We Won’t Starve Without Illegal Aliens

Farmers from Georgia to California say they have a problem: not enough workers to harvest their crops. It’s estimated anywhere from half to three-quarters of farm workers are in this country illegally, and some growers say that President Trump’s anti-immigrant rhetoric has made a chronic worker shortage even worse. . . . What’s behind the farmworker shortage? [One] Factor: The children of migrants are upwardly mobile, and are leaving the fields behind. . . . [Farm manager quoted]: “I was very disappointed that Michigan voted for [Trump]. We need someone who supports agriculture in this country, someone who supports diversity. . . . Without migrant workers to pick the crops . . . there wouldn’t be food. It’s just as simple as that. – ‘They’re Scared’: Immigration Fears Exacerbate Migrant Farmworker Shortage, npr.com, Melissa Block, 9/27/17. [Link]

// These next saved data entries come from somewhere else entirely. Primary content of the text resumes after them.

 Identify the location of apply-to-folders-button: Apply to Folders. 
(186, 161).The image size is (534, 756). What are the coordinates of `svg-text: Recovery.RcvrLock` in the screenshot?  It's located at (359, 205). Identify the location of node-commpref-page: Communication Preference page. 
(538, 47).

Fact Check: Some claim that illegal aliens are essential to our food production, so therefore we cannot afford to deport them. Some might draw such a conclusion from this article. For the sake of truth and clarity, however, it’s important to note that less than five percent of illegal aliens are involved in agriculture. Thus we could send more than 95 percent of them home, and it would have no effect on food production at all.

But are illegal aliens so necessary for agriculture that we have to have them stay? No, there are other alternatives. One partial remedy is for growers to improve wages and working conditions so that more Americans will do farm work. Illegal aliens really don’t like the wages and conditions either, which is why they or their children take other work as soon as they can. As they move on this sets up an unending cycle of new illegal aliens coming to replace the previous ones.

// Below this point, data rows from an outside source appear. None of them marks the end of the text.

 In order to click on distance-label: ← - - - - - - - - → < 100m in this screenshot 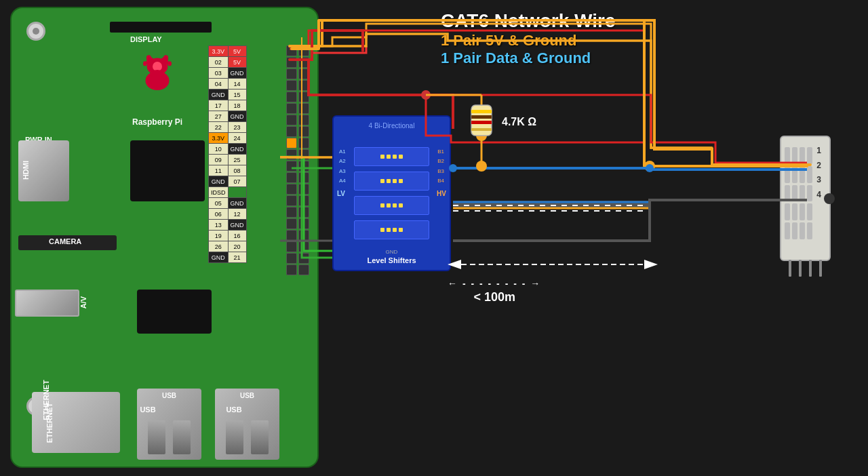, I will do `click(494, 292)`.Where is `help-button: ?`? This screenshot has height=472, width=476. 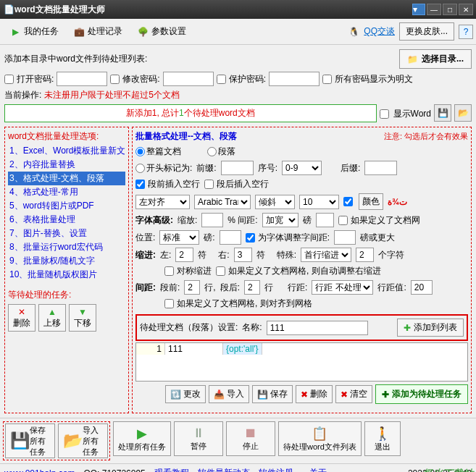
help-button: ? is located at coordinates (466, 32).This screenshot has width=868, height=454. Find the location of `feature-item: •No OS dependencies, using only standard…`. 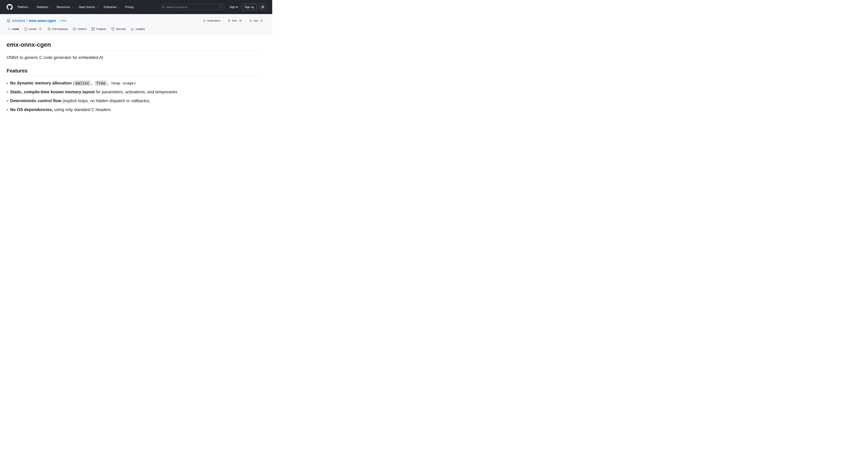

feature-item: •No OS dependencies, using only standard… is located at coordinates (135, 110).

Another possibility for the immediate future is employment of foreign guest workers. We already have a federal program, the H-2A provision, which allows growers to bring in guest workers from abroad. Many growers complain, however, that H-2A is cumbersome to use. If that is the case, one wonders why they don’t invest at least as much time in lobbying to reform it as they do in lobbying against effective steps against illegal immigration. Could it be that it’s simply more convenient for them to hire illegal aliens than it is to abide by any kind of government regulation? Or do some of them, like the one quoted in the NPR article, want “diversity” as much as they want workers?

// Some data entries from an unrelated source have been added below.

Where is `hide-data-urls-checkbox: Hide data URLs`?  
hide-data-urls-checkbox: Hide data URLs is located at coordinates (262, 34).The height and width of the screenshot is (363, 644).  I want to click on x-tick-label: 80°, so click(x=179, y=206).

More and more, Americans are tired of illegal immigration, and this a reality that growers must accept. They should consider further steps to end their dependency on illegal aliens. One might be to raise crops that are less labor intensive than the one they’re raising now. Another with the best potential of all for solving the problem is employing machinery to plant and harvest. The technology of farm mechanization is rapidly advancing, and can now accomplish tasks once thought impossible.

Reliance on illegal immigration for farm work is holding back this advance of technology which will make food production more efficient than ever. It’s time for this impediment to end.